GPU overclocking and tweaking tool Afterburner has been the app of choice for countless PC gamers around the world since it first launched way back in the late 2000s. Since then, it's supported almost every graphics card to appear on the market, but as things currently stand, it doesn't fully support AMD's Radeon RX 9070 and 9060 GPUs because MSI doesn't make RDNA 4 cards. Fortunately, Afterburner's developer has a plan to get around this problem.
If you've never used it before, Afterburner is a small program that displays real-time information about your graphics card's clock speeds, temperatures, power consumption, and so on. It also offers tools to overclock the GPU and VRAM, tweak voltages, and along with RivaTuner Statistics Server, provide an in-game overlay showing the above details.
Right from the very beginning, it was the work of one person, Alexey Nicolaychuk (aka Unwinder), until MSI got involved. Even then, the bulk of the updates were handled by Nicolaychuk, though in recent years, Afterburner has been rather slow at keeping up-to-date with all of the very latest GPU releases.
This has been very much the case with AMD's RDNA 4 GPUs in the Radeon RX 9000 series, and it's for one very simple reason: MSI doesn't make AMD graphics cards anymore, so it was unable to provide hardware, plus the vital GPU ID and driver details, required for Afterburner to work properly. But fear not, as Unwinder has worked out a solution to this by himself, as he explained in a post on the Guru3D forums.
"As you know, due to some unknown reason MSI decided to skip RDNA4 and focus on manufacturing NVIDIA GPU based solutions only this round. This means that I get no MSI RDNA4 hardware samples for development, so there is no RX 9070 XT support in MSI Afterburner yet.
But I decided to close this gap myself and grabbed third party hardware vendor's 9070 XT special to add unofficial support for it. So next beta with RDNA4 support is around the corner, and MSI AB is a bit PowerColor AB now."

For the review of the Radeon RX 9070 XT and RX 9060 XT, we used AMD's Adrenalin software (above) to investigate overclocking and voltage tweaking. It does work really well and you can alter a huge number of settings, but hoo boy, does AMD love to hide all its features under multiple menu layers.
We'll be glad to see the next beta version of Afterburner with RDNA 4 support for sure. Somehow, though, I don't think it'll be launched as MSI/PowerColor Afterburner, though!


Work order: Among the records, which lines include "curve"? List them.

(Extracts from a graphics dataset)
● ● ● ● ● ● ●
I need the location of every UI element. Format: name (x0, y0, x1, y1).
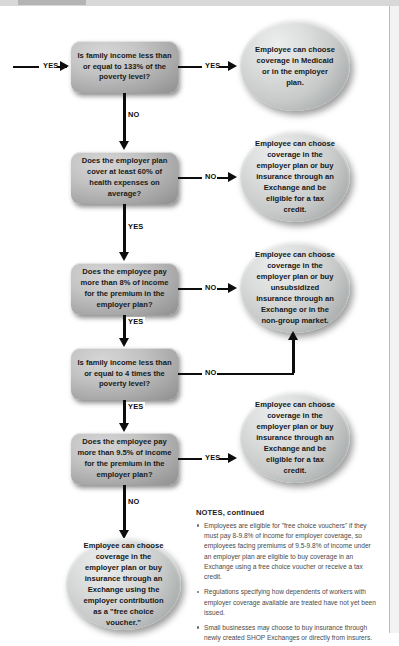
page-right-margin (390, 6, 399, 633)
d5-no-line (123, 485, 126, 532)
notes-title: NOTES, continued (196, 508, 376, 517)
entry-line-left (13, 66, 39, 69)
outcome-circle-unsubsidized-nongroup[interactable]: Employee can choose coverage in the empl… (240, 242, 350, 333)
outcome-text: Employee can choose coverage in Medicaid… (240, 44, 350, 88)
d1-no-label: NO (126, 110, 142, 119)
d2-no-line-a (178, 177, 202, 180)
d1-yes-arrowhead (228, 61, 237, 71)
page-edge-line (389, 6, 390, 633)
notes-list: Employees are eligible for "free choice … (196, 521, 376, 643)
d5-yes-arrowhead (228, 453, 237, 463)
decision-box-family-income-133[interactable]: Is family income less than or equal to 1… (71, 41, 178, 93)
notes-item: Employees are eligible for "free choice … (196, 521, 376, 582)
d2-yes-label: YES (126, 222, 145, 231)
outcome-circle-medicaid-or-employer[interactable]: Employee can choose coverage in Medicaid… (240, 20, 350, 111)
decision-text: Does the employee pay more than 8% of in… (77, 267, 172, 310)
d3-no-line-a (178, 288, 202, 291)
outcome-text: Employee can choose coverage in the empl… (66, 540, 181, 628)
notes-item: Small businesses may choose to buy insur… (196, 623, 376, 643)
d2-no-arrowhead (228, 172, 237, 182)
decision-box-employee-pay-9-5-percent[interactable]: Does the employee pay more than 9.5% of … (71, 433, 178, 485)
d4-yes-label: YES (126, 402, 145, 411)
d4-yes-arrowhead (119, 423, 129, 432)
outcome-circle-exchange-tax-credit-9-5[interactable]: Employee can choose coverage in the empl… (240, 392, 350, 483)
d1-yes-line-a (178, 66, 202, 69)
d4-no-arrowhead (288, 331, 298, 340)
d3-yes-arrowhead (119, 338, 129, 347)
scan-top-band-dark-segment (18, 0, 86, 5)
notes-section: NOTES, continued Employees are eligible … (196, 508, 376, 646)
decision-box-employee-pay-8-percent[interactable]: Does the employee pay more than 8% of in… (71, 263, 178, 315)
d5-yes-line-a (178, 458, 202, 461)
decision-box-family-income-4x-poverty[interactable]: Is family income less than or equal to 4… (71, 348, 178, 400)
decision-box-employer-plan-60-percent[interactable]: Does the employer plan cover at least 60… (71, 152, 178, 204)
d3-no-arrowhead (228, 283, 237, 293)
decision-text: Does the employee pay more than 9.5% of … (77, 437, 172, 480)
d4-no-line-vertical (292, 340, 295, 373)
outcome-circle-free-choice-voucher[interactable]: Employee can choose coverage in the empl… (66, 538, 181, 630)
outcome-text: Employee can choose coverage in the empl… (240, 249, 350, 326)
d3-yes-label: YES (126, 317, 145, 326)
decision-text: Does the employer plan cover at least 60… (77, 156, 172, 199)
outcome-text: Employee can choose coverage in the empl… (240, 399, 350, 476)
d5-no-label: NO (126, 497, 142, 506)
outcome-text: Employee can choose coverage in the empl… (240, 138, 350, 215)
d4-no-line-a (178, 373, 202, 376)
d4-no-line-b (217, 373, 294, 376)
notes-item: Regulations specifying how dependents of… (196, 587, 376, 618)
d1-no-arrowhead (119, 141, 129, 150)
d2-yes-arrowhead (119, 252, 129, 261)
decision-text: Is family income less than or equal to 1… (77, 51, 172, 83)
decision-text: Is family income less than or equal to 4… (77, 358, 172, 390)
entry-arrowhead (60, 61, 69, 71)
outcome-circle-exchange-tax-credit-60[interactable]: Employee can choose coverage in the empl… (240, 131, 350, 222)
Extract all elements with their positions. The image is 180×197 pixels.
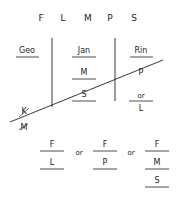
column-item: Rin	[135, 46, 148, 55]
option-item: L	[50, 158, 55, 167]
header-letter: L	[60, 13, 65, 23]
options-row: F L or F P or F M S	[40, 140, 169, 187]
struck-item: K	[21, 107, 27, 116]
option-item: F	[155, 140, 160, 149]
column-item: Jan	[77, 46, 90, 55]
or-connector: or	[75, 149, 82, 157]
column-3: Rin P or L	[129, 46, 153, 113]
column-item: Geo	[19, 46, 35, 55]
struck-item: M	[21, 123, 28, 132]
column-2: Jan M S	[72, 46, 96, 101]
diagram-canvas: F L M P S Geo Jan M S Rin P or L K M	[0, 0, 180, 197]
column-item: L	[139, 104, 144, 113]
struck-items: K M	[19, 107, 29, 132]
header-letter: P	[107, 13, 113, 23]
column-1: Geo	[16, 46, 39, 57]
option-item: F	[50, 140, 55, 149]
header-letter: F	[38, 13, 43, 23]
column-item: M	[81, 68, 88, 77]
option-item: F	[103, 140, 108, 149]
or-connector: or	[127, 149, 134, 157]
header-letters: F L M P S	[38, 13, 137, 23]
option-item: P	[103, 158, 108, 167]
header-letter: S	[131, 13, 137, 23]
option-item: S	[154, 176, 159, 185]
header-letter: M	[84, 13, 92, 23]
option-item: M	[154, 158, 161, 167]
or-connector: or	[137, 92, 144, 100]
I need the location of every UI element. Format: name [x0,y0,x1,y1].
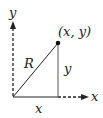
point-label: (x, y) [58,24,91,39]
hypotenuse-r [13,43,58,97]
vertical-leg-label: y [63,61,72,76]
polar-coordinates-diagram: y (x, y) R y x x [0,0,103,118]
y-axis-arrow-icon [10,21,16,29]
point-marker [56,41,61,46]
horizontal-leg-label: x [35,101,43,116]
hypotenuse-label: R [23,56,34,71]
y-axis-label: y [8,5,17,20]
x-axis-arrow-icon [81,94,89,100]
x-axis-label: x [91,89,99,104]
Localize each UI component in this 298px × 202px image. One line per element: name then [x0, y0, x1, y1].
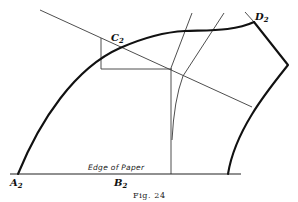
figure-caption: Fig. 24	[133, 191, 166, 200]
side-seam-curve	[228, 22, 288, 174]
pattern-diagram: C2 D2 A2 B2 Edge of Paper Fig. 24	[0, 0, 298, 202]
diagonal-construction-line	[40, 10, 252, 107]
label-b2: B2	[113, 177, 127, 190]
armhole-curve	[18, 22, 254, 174]
edge-of-paper-label: Edge of Paper	[88, 163, 145, 172]
d2-tick-line	[245, 12, 254, 22]
label-a2: A2	[9, 177, 23, 190]
slanted-construction-line-1	[171, 13, 192, 68]
label-d2: D2	[254, 11, 269, 24]
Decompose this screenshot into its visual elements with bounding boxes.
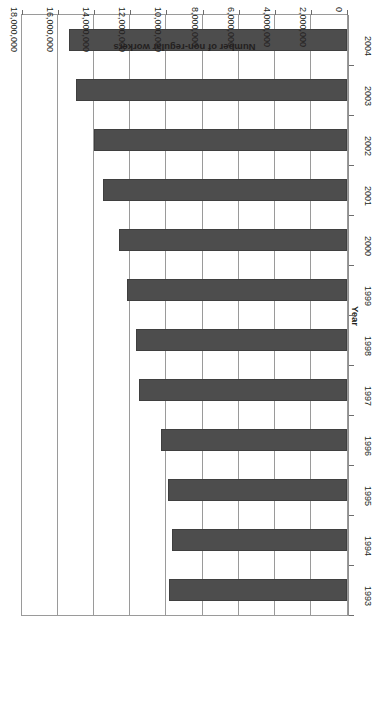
category-label-1995: 1995	[363, 476, 373, 506]
value-tick	[130, 10, 131, 15]
category-label-2000: 2000	[363, 226, 373, 256]
bar-band	[22, 465, 347, 515]
value-tick	[166, 10, 167, 15]
value-axis-title: Number of non-regular workers	[21, 42, 348, 53]
category-label-2001: 2001	[363, 176, 373, 206]
bar-band	[22, 515, 347, 565]
value-tick-label: 2,000,000	[298, 7, 308, 127]
bar-2000[interactable]	[120, 229, 348, 251]
bar-chart-figure: 02,000,0004,000,0006,000,0008,000,00010,…	[0, 0, 387, 713]
category-label-1993: 1993	[363, 576, 373, 606]
bar-2001[interactable]	[103, 179, 347, 201]
category-tick	[349, 215, 354, 216]
bar-band	[22, 565, 347, 615]
value-tick	[239, 10, 240, 15]
value-tick-label: 6,000,000	[226, 7, 236, 127]
category-tick	[349, 615, 354, 616]
value-tick	[275, 10, 276, 15]
value-axis: 02,000,0004,000,0006,000,0008,000,00010,…	[21, 14, 348, 15]
value-tick-label: 12,000,000	[117, 7, 127, 127]
category-label-2002: 2002	[363, 126, 373, 156]
category-tick	[349, 65, 354, 66]
bar-band	[22, 165, 347, 215]
bar-band	[22, 365, 347, 415]
bar-band	[22, 215, 347, 265]
value-tick-label: 0	[334, 7, 344, 127]
category-tick	[349, 565, 354, 566]
value-tick-label: 16,000,000	[45, 7, 55, 127]
category-label-1994: 1994	[363, 526, 373, 556]
value-tick	[94, 10, 95, 15]
category-tick	[349, 115, 354, 116]
category-label-1996: 1996	[363, 426, 373, 456]
figure-rotation-wrapper: 02,000,0004,000,0006,000,0008,000,00010,…	[0, 0, 387, 713]
bar-band	[22, 315, 347, 365]
bar-1996[interactable]	[161, 429, 347, 451]
value-tick	[58, 10, 59, 15]
bar-1999[interactable]	[127, 279, 347, 301]
bar-1998[interactable]	[136, 329, 347, 351]
category-tick	[349, 415, 354, 416]
category-tick	[349, 165, 354, 166]
value-tick-label: 18,000,000	[9, 7, 19, 127]
bar-1995[interactable]	[168, 479, 347, 501]
category-label-2004: 2004	[363, 26, 373, 56]
bar-2002[interactable]	[94, 129, 347, 151]
bar-band	[22, 415, 347, 465]
category-label-2003: 2003	[363, 76, 373, 106]
category-label-1997: 1997	[363, 376, 373, 406]
category-axis-title: Year	[350, 306, 361, 326]
bar-1994[interactable]	[172, 529, 347, 551]
category-tick	[349, 265, 354, 266]
value-tick-label: 8,000,000	[190, 7, 200, 127]
bar-band	[22, 265, 347, 315]
value-tick-label: 4,000,000	[262, 7, 272, 127]
value-tick	[203, 10, 204, 15]
value-tick	[22, 10, 23, 15]
category-tick	[349, 465, 354, 466]
bar-1993[interactable]	[169, 579, 347, 601]
value-tick	[311, 10, 312, 15]
category-axis: Year 19931994199519961997199819992000200…	[348, 15, 349, 616]
category-tick	[349, 365, 354, 366]
bar-1997[interactable]	[139, 379, 347, 401]
category-label-1998: 1998	[363, 326, 373, 356]
category-tick	[349, 515, 354, 516]
value-tick-label: 14,000,000	[81, 7, 91, 127]
category-tick	[349, 315, 354, 316]
category-label-1999: 1999	[363, 276, 373, 306]
value-tick-label: 10,000,000	[153, 7, 163, 127]
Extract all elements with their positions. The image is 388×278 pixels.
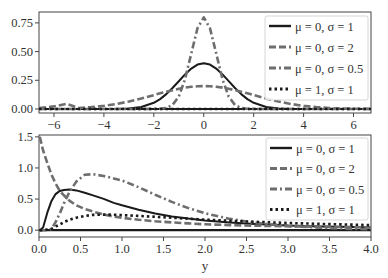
● ● ● ● ● ● ●
Result for this task:
side-seam-curve	[228, 22, 288, 174]
armhole-curve	[18, 22, 254, 174]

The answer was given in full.